THE URBAN MAN FOR KCRW, AUGUST 24, 2009

 

All The Way Back to Nature

 

By Marc Porter Zasada

Sigmund Freud wrote a famous book called “Civilization and Its discontents” in which he said people could never be happy: not with civilization and not without it.  Sure enough, most folks will tell you they’re pretty discontent with civilization. They claim they’ve had it with restless freeways and tall glass buildings.

Still, most only try to escape in the summertime. This week, I’ve gone to the High Sierra. Really: backpacking and everything. Tall pines. Clear lakes. Nights under the stars. You wouldn’t recognize the sunbleached look in my eye, or the booted amble of my gait. Dust has gathered beneath my fingernails, and sweat stains the brim of the Urban Man’s hat.

When you backpack, you’re supposed to achieve minimum necessity: water from clean streams, trail mix from Trader Joe’s. And it’s true that when I crouch in the dirt, balancing a battered aluminum pot over a tiny stove, that first bite of freeze-dried Pad Thai is a near-religious experience.

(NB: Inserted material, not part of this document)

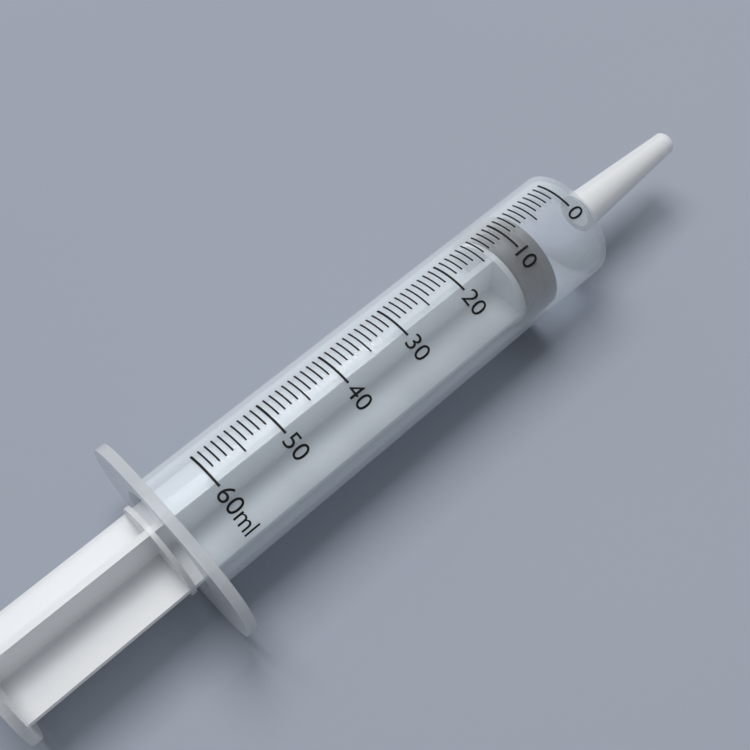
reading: 7 ml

One night, staring into the fire, we wondered how little civilization a person could get away with if, you know, he really tried. A friend said he’d read a book about a guy who went into the woods completely naked except for two handkerchiefs and a knife. “Of course,” snorted my friend, “if the guy had really wanted to go natural, he’d have made do with only one handkerchief.”

Me, I’m carrying a 40 pound pack. An $80 filtration pump. Hi-tech boots. Two BPA-free Nalgene Bottles. A sleeping bag rated at 15 degrees. Not to mention SPF-50 sunscreen, polarizing sunglasses, an LED headlamp, fleece underlayer, nylon shell, orange poncho, many packets of emergency antibiotics, and of course a wicked cool folding knife that doubles as a saw.

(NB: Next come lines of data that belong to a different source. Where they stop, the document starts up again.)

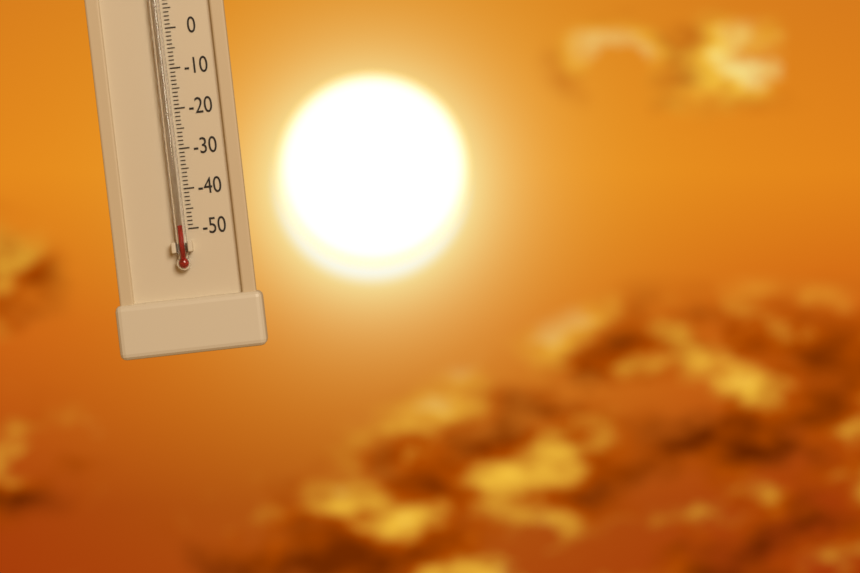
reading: -49 °C
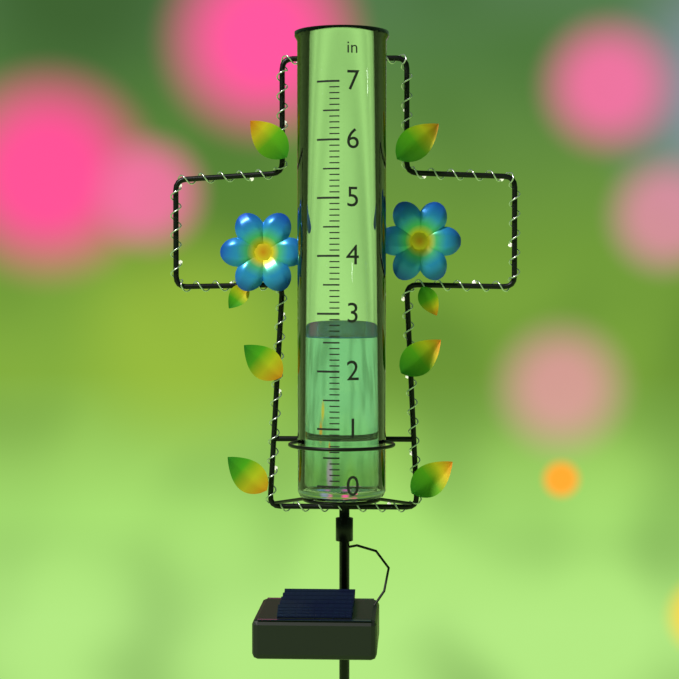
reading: 2.6 in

In short, though I have escaped civilization, much of it has escaped with me.

This is my own fault, of course. Before the trip, I hiked through a cathedral-like backpacking store on the west side of L.A., where I moved with reverence among the shiny primitivist gear laid out on rough pine shelving: things foldable, nestable, and telescoping—inventions clever within an inch of all our lives. The clerks, lean and cheerful, sized me up as worthy or unworthy of their small titanium cookpots. “I will help you escape civilization,” said that look, “for a price.” 

Which explains why, despite sweating over 10,000-ft passes, I have been haunted by the fear that I’m faking it. For example, the trails are well-marked and I carry a valid “Wilderness Pass.” I wonder, “Is it really the wilderness if you have a pass?”

Even the peacefulness of nature seems elusive. I notice we modern backpackers tend to be a restless lot who make a game of covering a lot of ground fast. You rarely find us, say, lounging by beautiful meadows. Always, it’s time to pack up those lightweight tents and press on. I imagine the aerial, Google Earth view, the Marauder’s Map of the whole High Sierra packed with backpackers moving ceaselessly along its trails, eager for the next ridge, the big fallen log, the more perfect lake.

It’s not quite life on the freeway. But still. Well...

On the last night, I insist we camp early enough to spend some serious time communing with a lake located at 9000 feet. And later, when my watch shows 2 a.m., I crawl out of the warm cocoon of my high-tech bag, quietly unzip the double door of our windproof ripstop nylon shelter, and walk out to see the lake all alight beneath a nearly full moon. It’s about 36 degrees out, but I recall the guy who went out only with the handkerchiefs and the knife, and thinking to do him one better, I strip off all my clothes and stand naked to take a moonbath beside the silver waters. Just for three minutes. Okay two. Still, for that short time I do not shiver, and I am not an urban man.